IIPC debate 106
Thu 14 November, 4-6 pm (Lecture Hall Hovi, V105, Kaivokatu 12, turku)
Professor Susanna Paasonen (University of Turku)
Dr Kylie Jarrett (Maynooth University)
Professor Ben Light (University of Salford)
NSFW!
The hashtag #NSFW (not safe for work) acts as both a warning and an invitation. NSFW tells users, “We dare you to click on this link! And by the way, don’t do it until after work!” Unlike the specificity of movie and television advisories (“suggestive dialogue,” “sexual content”), NSFW signals, nonspecifically, sexually explicit content that ranges from nude selfies to pornography. The debate looks at how and why social media content is tagged “not safe” and shows how this serves to conflate sexual content and risk. More specifically, we argue that the notion of “unsafety” extends beyond the risk of losing one’s job or being embarrassed at work to an unspecified sense of risk attached to sexually explicit media content and sexual communication in general. We further argue against the categorical effacement of sexual content by means of an all-purpose hashtag and urge us to shift considerations of safety from pictorial properties to issues of context and consent.
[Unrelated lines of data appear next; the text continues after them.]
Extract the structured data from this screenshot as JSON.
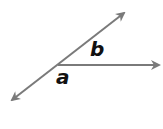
{
  "diagram": {
    "type": "angle-pair",
    "colors": {
      "line": "#7a7a7a",
      "label": "#111111",
      "background": "#ffffff"
    },
    "vertex": {
      "x": 58,
      "y": 65
    },
    "rays": [
      {
        "name": "ray-upper-right",
        "x1": 58,
        "y1": 65,
        "x2": 126,
        "y2": 11
      },
      {
        "name": "ray-lower-left",
        "x1": 58,
        "y1": 65,
        "x2": 10,
        "y2": 101
      },
      {
        "name": "ray-right",
        "x1": 58,
        "y1": 65,
        "x2": 161,
        "y2": 65
      }
    ],
    "labels": {
      "a": "a",
      "b": "b"
    }
  }
}
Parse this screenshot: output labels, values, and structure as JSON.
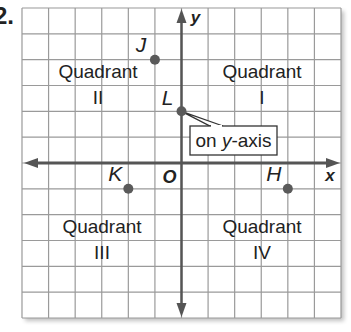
{
  "problem_number": "2.",
  "grid": {
    "cols": 12,
    "rows": 12,
    "x_min": -6,
    "x_max": 6,
    "y_min": -6,
    "y_max": 6,
    "line_color": "#9a9a9a",
    "axis_color": "#555555",
    "point_color": "#5a5a5a"
  },
  "axes": {
    "x_label": "x",
    "y_label": "y",
    "origin_label": "O"
  },
  "quadrants": [
    {
      "word": "Quadrant",
      "numeral": "I"
    },
    {
      "word": "Quadrant",
      "numeral": "II"
    },
    {
      "word": "Quadrant",
      "numeral": "III"
    },
    {
      "word": "Quadrant",
      "numeral": "IV"
    }
  ],
  "points": [
    {
      "label": "J",
      "x": -1,
      "y": 4
    },
    {
      "label": "L",
      "x": 0,
      "y": 2
    },
    {
      "label": "K",
      "x": -2,
      "y": -1
    },
    {
      "label": "H",
      "x": 4,
      "y": -1
    }
  ],
  "callout": {
    "prefix": "on ",
    "italic": "y",
    "suffix": "-axis",
    "target_point": "L"
  },
  "chart_data": {
    "type": "scatter",
    "title": "",
    "xlabel": "x",
    "ylabel": "y",
    "xlim": [
      -6,
      6
    ],
    "ylim": [
      -6,
      6
    ],
    "grid": true,
    "points": [
      {
        "label": "J",
        "x": -1,
        "y": 4
      },
      {
        "label": "L",
        "x": 0,
        "y": 2
      },
      {
        "label": "K",
        "x": -2,
        "y": -1
      },
      {
        "label": "H",
        "x": 4,
        "y": -1
      }
    ],
    "annotations": [
      "Quadrant I",
      "Quadrant II",
      "Quadrant III",
      "Quadrant IV",
      "on y-axis",
      "O"
    ]
  }
}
The debate is also a book launch event for NSFW: Sex, Humor, and Risk in Social Media (MIT Press, 2019, https://mitpress.mit.edu/books/nsfw) co-authored by Paasonen, Jarrett and Light.
Susanna Paasonen is Professor of Media Studies at the University of Turku, Finland. She is the author of Carnal Resonance: Affect and Online Pornography and Many Splendored Things: Thinking Sex and Play.
Kylie Jarrett is Head of the Department of Media Studies at Maynooth University, Ireland, and author of Feminism, Labour and Digital Media: The Digital Housewife.
Ben Light is Professor of Digital Society at the University of Salford, UK, and the author of Disconnecting with Social Networking Sites.